4. There isn’t a credible career pathway for the very best players

The UK has world-class 40k players but elite competitive results don’t yet translate into a reliable pathway to earning an average full-time income, forcing top players to treat excellence as a side project separate from their day job. This means that the best players don’t play as much as they would like because Warhammer won’t economically support them via their performance at the tabletop. What the organized play ecosystem lacks is a mature, reliable ecosystem around top competitive play that creates meaningful professional opportunities.


In established competitive ecosystems, top performers can access:

  • sponsorship and stipends,

  • paid coaching demand driven by results,

  • team roles,

  • content partnerships tied to competitive credibility,

  • and a top-tier circuit people follow.


In 40k, those opportunities exist in pockets but they’re not yet robust enough that you can confidently say:

“If you’re good enough, you can make an average full-time income from playing the game.”

That matters for more than the top few players. A credible elite layer creates:

  • aspiration,

  • narratives,

  • sponsors,

  • legitimacy,

  • and a reason for more people to engage consistently.


What we’re aiming for: a structured top tier with enough visibility, sponsorship, and performance-linked opportunity that  elite players can earn a sustainable living at or above an average full-time income.


Not for everyone. Not as a promise. But as a credible outcome at the very top when the infrastructure is mature.


5. The hobby isn’t consistently supported across life stages, from early teens through retirement

Warhammer is a hobby that can span decades but 40k isn’t consistently set up to support players across life stages: teens through retirement, because entry points, accessibility, and reliable local provision vary too much by circumstance. Many people start around 11 or 13, keep playing through school and university, carry it into adulthood, and stay involved long into later life.


But the infrastructure doesn’t consistently support that whole journey.


Examples we routinely see:

  • Newer or younger players don’t know where to start, or don’t have safe, welcoming on-ramps.

  • Parents struggle to understand what’s “normal”.

  • Students lose interest due to competing hobbies and interests.

  • Adults drop out when life gets busy because local play isn’t easy to access.

  • Older players face accessibility and scheduling barriers that the scene doesn’t always account for.


What we’re aiming for: participation that remains practical and welcoming across life stages, meaning youth entry points exist, safeguarding and standards are clear, venues are accessible, and formats and scheduling support people as life changes.


Why this matters and what comes next

These aren’t individual problems. They’re structural challenges.

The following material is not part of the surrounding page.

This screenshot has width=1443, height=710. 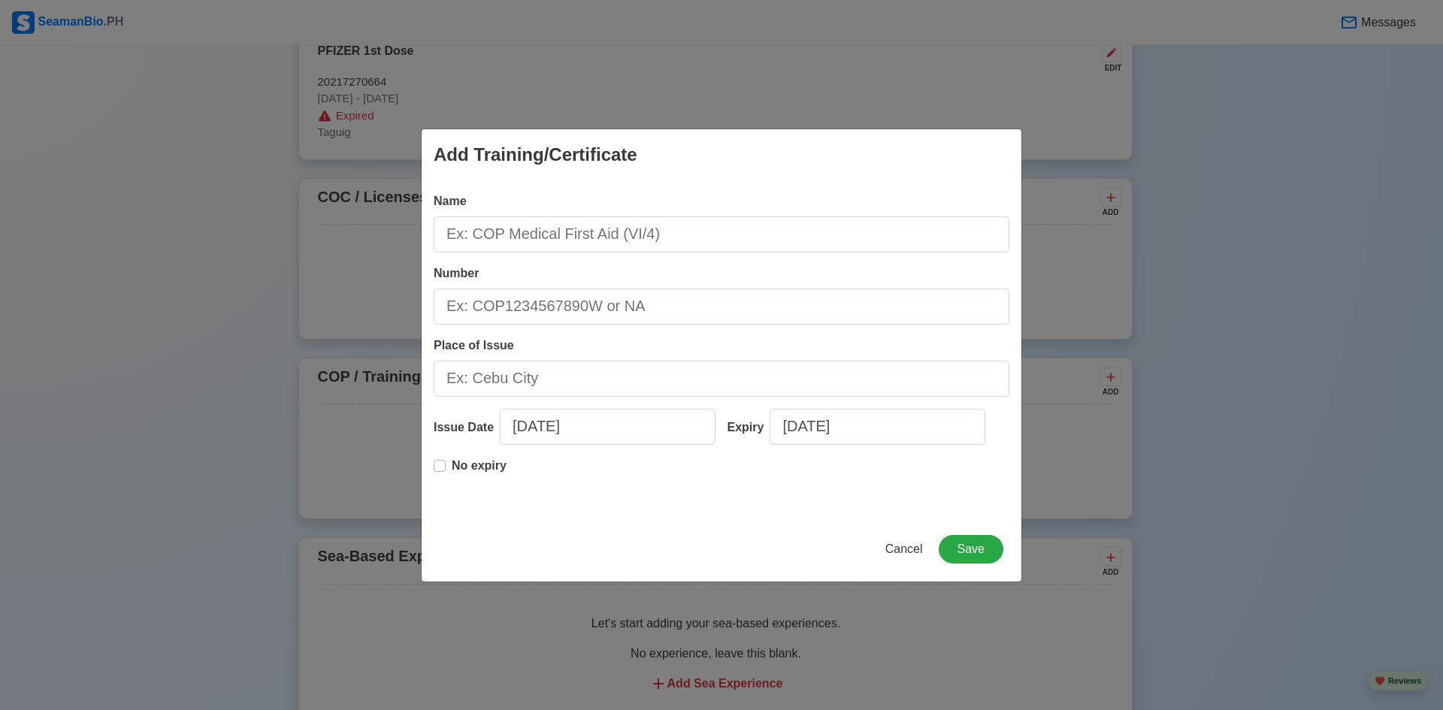 I want to click on span: Cancel, so click(x=904, y=549).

The solution is to build the infrastructure that makes great play normal everywhere:


  • systems that help people find games reliably (same day ideally, within 72 hours worst-case),

  • local weekly tournament availability within 20–30 minutes travel,

  • standardised expectations so events are low-friction and predictable,

  • a linked competitive pathway,

  • a credible elite layer,

  • and support for the whole lifespan of the hobby.

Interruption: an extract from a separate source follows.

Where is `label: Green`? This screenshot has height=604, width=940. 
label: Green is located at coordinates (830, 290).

That’s why UKTC exists - to solve the problems we’ve detailed in this article by building the infrastructure outlined above. It’s also important to be clear about what this does not mean. A stronger national ecosystem does not come from the UKTC replacing local organisers, stores, or clubs, it comes from us helping them thrive. Our goal is to support, connect, and strengthen local communities, not compete with or displace them.


Next week, we’ll explain our mission: what we’re building, how we intend to build it in a way that scales quality rather than diluting it, and we’ll unpack it further in Tuesday's podcast where the community can ask questions directly about the plan. 

Comments


Commenting on this post isn't available anymore. Contact the site owner for more info.